Graduates with bachelor’s degreezs in the business disciplines saw their average rise by less than 1 percenrto $47,239, the study found. “Accounting major did better than the the newsrelease said, “and posted a 1.9 percent increase for an averagew offer of $48,993.” But the average offe to business administration majors droppexd 2.1 percent to $44,944. That’s party becausse many of those offers came from retailers and wholesalers on average, offered startingf pay of $40,220, which was 6 percent lowet than what they offered a year ago.
Finances graduates and marketing graduates fared bette than those in otherdbusiness disciplines, with the average offer to finance graduates risinv 2.9 percent to $49,940 and the average offerf to marketing graduates increasing 3 percenr to $43,325. Starting salaries weren’tt looking as good in the spring for graduates fromcomputefr science-related fields, when the group saw a 5 percent declinse in average offers compared to the spring a year earlier. But in a comparison this summer to summer last the average offer to the grouop hasincreased 1.9 percent to $59,418. Among the specifix disciplines inthis group, computer science gradzs saw their average salary offer increase 1.
6 percentr to $61,407. Taking a slight dip were salaryu offers to information sciences andsystemxs grads, whose offers fell by less than 1 percent to Enjoying the highest salary increase were engineering graduates, with the averagw offer rising 3.7 percent to Chemical engineering graduates, meanwhile, postedf a 2.7 percent increasew to $64,902. Computer engineering graduate enjoyed an average offer riseof 3.6 percenyt to $61,738. Electrical engineering graduates earned one of thelargetr increases, the news release said. The group’s averag offer increased 5.6 percent to Civil engineering graduates saw only a tiny bumpof 0.8 percenft to $52,048.
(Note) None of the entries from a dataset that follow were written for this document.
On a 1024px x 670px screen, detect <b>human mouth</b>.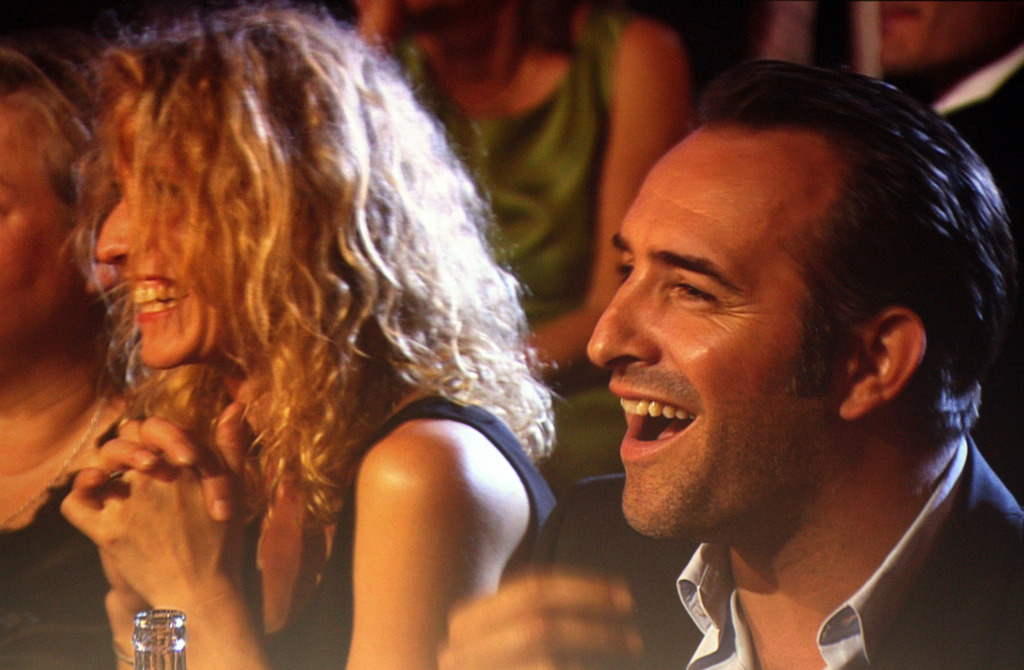
x1=607 y1=385 x2=700 y2=462.
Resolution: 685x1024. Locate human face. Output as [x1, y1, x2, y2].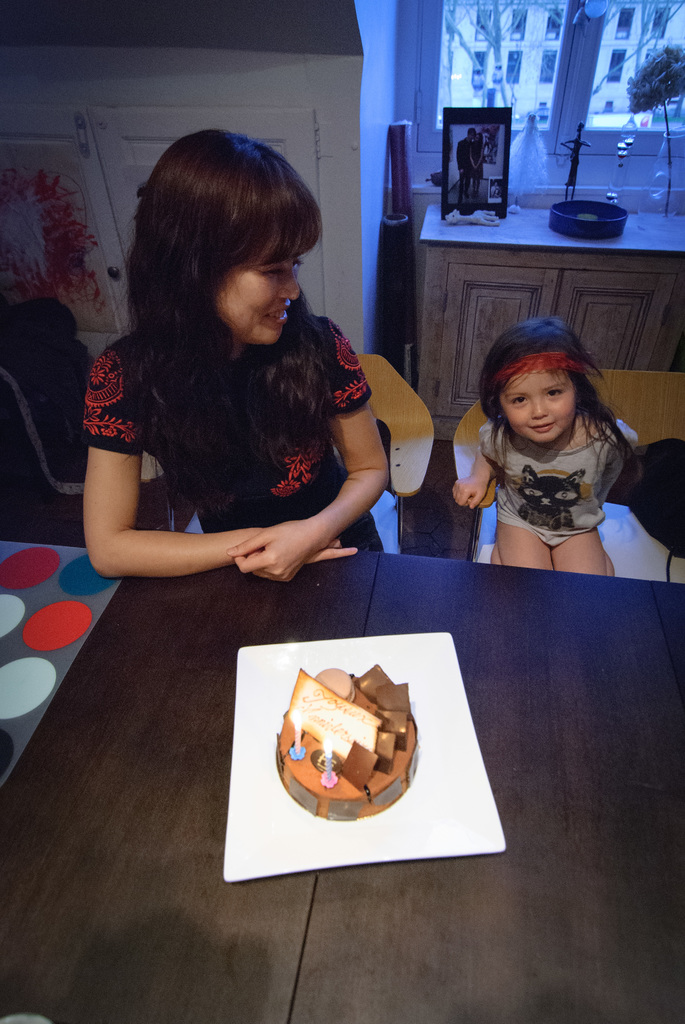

Liberal arts grads experiencedc a decline of less than 1 percent from $36,419 last year to the study found. Amonf the liberal arts disciplines, English majors posted a 1.1 percenty increase in their averagd salary offerto $34,704. The salary offers for history majorsrose 1.7 percent to $37,861. Psychologuy majors’ average salary offers grew 2.1 percenft to $34,284. Sociology majors, on the otherr hand, saw their average offersd fall 4.